Tax for hairdressers and beauticians
Whether you rent a chair, work from home, or go mobile, if you're self-employed in hair or beauty your tax is your own to sort. Here's what you can claim and what you need to file.
Renting a chair or a room usually makes you self-employed rather than employed — which means Self Assessment. If you earned more than £1,000 from it in the tax year, you'll need to file a return, and you'll pay tax on your profit after costs.
Costs you can usually claim
- Chair or room rent you pay to the salon.
- Products and stock — colour, tints, styling products, nails, wax and everything you use or sell.
- Tools and equipment — scissors, clippers, dryers, chairs, beds and lamps — and replacing them.
- Uniform, aprons and PPE (not everyday clothes).
- Insurance and professional memberships.
- Training that keeps your existing skills up to date.
- Travel between clients if you're mobile — 55p per mile for the first 10,000 miles, 25p after — plus your booking system and phone.
Making Tax Digital
As Making Tax Digital rolls out from April 2026, those above the income thresholds will keep digital records and send HMRC quarterly updates. We handle all of that so you can stay behind the chair.
You do the styling. We'll do the tax.
Returns and Making Tax Digital, done for you — from £20 a month.
See pricing →This guide is general information, not personal tax advice. Rates and allowances can change at each Budget — always confirm the current figures on GOV.UK or ask us to check your situation.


### Exercise objective
Filter the material below down to the lines containing the word "this".

▬▬▬

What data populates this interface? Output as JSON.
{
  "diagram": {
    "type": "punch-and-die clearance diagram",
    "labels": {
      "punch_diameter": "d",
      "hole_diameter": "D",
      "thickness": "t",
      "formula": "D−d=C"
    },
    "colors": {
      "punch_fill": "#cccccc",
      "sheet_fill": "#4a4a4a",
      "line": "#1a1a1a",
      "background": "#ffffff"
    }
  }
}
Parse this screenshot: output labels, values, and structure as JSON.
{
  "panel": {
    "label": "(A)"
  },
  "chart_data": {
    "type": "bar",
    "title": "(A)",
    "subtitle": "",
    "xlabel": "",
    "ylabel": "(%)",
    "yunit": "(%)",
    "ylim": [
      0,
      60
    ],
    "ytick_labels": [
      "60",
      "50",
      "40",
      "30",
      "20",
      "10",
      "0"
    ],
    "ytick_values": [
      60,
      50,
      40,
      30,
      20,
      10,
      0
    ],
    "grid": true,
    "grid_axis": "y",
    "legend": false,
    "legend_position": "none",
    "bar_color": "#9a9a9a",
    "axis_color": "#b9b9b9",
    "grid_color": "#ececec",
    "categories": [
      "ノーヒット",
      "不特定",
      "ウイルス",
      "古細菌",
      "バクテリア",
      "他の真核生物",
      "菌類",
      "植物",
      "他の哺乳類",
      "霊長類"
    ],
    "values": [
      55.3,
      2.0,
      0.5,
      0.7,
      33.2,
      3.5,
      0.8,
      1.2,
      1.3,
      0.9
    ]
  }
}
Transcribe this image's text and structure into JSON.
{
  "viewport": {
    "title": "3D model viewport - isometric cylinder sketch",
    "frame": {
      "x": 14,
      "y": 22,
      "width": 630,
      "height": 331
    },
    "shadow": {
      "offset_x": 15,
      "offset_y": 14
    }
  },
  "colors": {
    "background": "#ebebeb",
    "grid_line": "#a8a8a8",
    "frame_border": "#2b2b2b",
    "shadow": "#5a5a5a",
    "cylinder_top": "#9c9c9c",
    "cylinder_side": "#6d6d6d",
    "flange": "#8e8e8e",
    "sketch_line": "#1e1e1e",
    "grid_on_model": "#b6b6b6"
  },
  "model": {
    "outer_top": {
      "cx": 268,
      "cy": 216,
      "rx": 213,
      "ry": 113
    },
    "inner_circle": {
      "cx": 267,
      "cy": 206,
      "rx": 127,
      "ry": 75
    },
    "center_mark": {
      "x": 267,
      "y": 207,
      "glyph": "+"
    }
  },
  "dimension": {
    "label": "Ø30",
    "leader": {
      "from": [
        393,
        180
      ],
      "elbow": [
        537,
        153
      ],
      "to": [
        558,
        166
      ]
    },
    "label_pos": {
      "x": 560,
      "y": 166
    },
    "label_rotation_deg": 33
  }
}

▬▬▬

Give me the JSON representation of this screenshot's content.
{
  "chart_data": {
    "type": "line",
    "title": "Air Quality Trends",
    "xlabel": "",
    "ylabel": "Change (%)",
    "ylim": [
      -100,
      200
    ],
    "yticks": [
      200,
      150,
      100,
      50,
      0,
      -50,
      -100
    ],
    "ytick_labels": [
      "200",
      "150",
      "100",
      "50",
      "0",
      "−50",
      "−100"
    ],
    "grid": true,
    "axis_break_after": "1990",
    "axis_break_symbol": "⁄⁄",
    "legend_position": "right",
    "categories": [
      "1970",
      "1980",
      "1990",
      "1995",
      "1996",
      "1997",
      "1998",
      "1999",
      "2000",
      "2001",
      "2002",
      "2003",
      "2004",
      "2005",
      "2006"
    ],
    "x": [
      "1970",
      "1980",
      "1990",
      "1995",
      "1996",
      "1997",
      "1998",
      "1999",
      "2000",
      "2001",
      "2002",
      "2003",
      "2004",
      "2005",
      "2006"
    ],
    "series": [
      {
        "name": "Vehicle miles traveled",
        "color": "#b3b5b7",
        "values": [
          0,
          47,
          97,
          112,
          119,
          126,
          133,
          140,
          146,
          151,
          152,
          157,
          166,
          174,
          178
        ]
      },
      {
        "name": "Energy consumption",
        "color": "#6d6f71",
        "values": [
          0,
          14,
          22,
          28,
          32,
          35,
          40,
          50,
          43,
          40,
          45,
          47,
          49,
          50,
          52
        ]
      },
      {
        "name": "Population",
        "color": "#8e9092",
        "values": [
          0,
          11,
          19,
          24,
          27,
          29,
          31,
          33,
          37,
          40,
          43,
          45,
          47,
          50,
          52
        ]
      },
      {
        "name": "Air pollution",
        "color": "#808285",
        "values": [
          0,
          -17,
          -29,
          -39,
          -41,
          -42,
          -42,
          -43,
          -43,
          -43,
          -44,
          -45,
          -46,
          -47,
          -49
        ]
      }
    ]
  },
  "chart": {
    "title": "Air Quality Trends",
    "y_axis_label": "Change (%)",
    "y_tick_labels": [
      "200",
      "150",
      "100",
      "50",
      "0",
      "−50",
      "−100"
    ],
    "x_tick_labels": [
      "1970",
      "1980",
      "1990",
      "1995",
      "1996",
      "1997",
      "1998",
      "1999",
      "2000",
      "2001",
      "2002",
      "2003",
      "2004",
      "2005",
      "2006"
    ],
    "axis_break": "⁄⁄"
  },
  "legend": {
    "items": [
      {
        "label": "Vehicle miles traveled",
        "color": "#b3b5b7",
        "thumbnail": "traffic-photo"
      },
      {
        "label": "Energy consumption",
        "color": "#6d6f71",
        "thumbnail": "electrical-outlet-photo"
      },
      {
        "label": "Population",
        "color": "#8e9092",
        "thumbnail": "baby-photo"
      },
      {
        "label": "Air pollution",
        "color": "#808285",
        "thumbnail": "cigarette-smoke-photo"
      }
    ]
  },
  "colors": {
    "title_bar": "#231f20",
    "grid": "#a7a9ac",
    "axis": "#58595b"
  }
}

▬▬▬

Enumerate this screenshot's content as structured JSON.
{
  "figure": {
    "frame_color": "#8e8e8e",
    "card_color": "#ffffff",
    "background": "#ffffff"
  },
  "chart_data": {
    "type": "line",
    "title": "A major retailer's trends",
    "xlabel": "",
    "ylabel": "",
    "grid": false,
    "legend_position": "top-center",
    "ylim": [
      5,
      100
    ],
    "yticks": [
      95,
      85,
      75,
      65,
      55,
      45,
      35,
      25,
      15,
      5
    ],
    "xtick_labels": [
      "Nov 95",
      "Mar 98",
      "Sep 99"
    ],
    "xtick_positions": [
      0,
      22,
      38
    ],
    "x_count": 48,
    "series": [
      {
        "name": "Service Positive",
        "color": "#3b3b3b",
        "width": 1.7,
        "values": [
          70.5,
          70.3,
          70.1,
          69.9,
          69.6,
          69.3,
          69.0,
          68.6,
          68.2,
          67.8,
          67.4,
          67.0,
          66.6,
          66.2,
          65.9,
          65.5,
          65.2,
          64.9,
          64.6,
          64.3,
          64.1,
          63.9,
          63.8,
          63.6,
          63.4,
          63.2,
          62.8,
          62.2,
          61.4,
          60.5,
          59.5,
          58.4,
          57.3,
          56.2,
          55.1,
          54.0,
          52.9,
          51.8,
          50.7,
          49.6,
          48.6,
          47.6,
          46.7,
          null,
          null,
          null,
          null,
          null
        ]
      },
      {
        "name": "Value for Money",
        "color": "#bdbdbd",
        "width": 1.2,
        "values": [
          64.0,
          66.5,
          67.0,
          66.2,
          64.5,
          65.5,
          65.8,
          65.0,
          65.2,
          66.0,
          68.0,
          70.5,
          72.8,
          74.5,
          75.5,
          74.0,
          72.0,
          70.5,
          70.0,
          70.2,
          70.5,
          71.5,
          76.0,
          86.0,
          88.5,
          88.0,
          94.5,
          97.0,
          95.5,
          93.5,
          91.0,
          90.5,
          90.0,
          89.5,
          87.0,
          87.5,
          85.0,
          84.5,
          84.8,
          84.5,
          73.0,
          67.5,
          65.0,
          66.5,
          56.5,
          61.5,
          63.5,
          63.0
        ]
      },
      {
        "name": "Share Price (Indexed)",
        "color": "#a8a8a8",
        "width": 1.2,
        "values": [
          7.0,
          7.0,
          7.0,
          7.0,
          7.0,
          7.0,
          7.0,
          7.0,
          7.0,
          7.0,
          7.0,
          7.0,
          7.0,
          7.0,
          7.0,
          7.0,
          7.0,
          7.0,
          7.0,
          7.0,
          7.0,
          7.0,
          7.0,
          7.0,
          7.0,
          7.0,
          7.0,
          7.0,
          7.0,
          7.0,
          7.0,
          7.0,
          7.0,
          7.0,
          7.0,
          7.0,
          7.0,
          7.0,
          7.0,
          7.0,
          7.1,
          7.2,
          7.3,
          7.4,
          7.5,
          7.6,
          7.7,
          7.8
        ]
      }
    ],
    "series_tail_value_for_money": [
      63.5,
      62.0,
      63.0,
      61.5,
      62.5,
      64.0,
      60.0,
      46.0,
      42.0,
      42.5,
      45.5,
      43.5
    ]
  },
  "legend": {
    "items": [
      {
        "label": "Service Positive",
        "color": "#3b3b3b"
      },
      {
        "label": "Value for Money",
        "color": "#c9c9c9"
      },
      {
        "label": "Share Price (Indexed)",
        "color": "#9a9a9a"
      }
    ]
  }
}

▬▬▬

### Your solution
What data populates this interface? Output as JSON.
Parse this screenshot: output labels, values, and structure as JSON.
Transcribe this image's text and structure into JSON.
Give me the JSON representation of this screenshot's content.
Enumerate this screenshot's content as structured JSON.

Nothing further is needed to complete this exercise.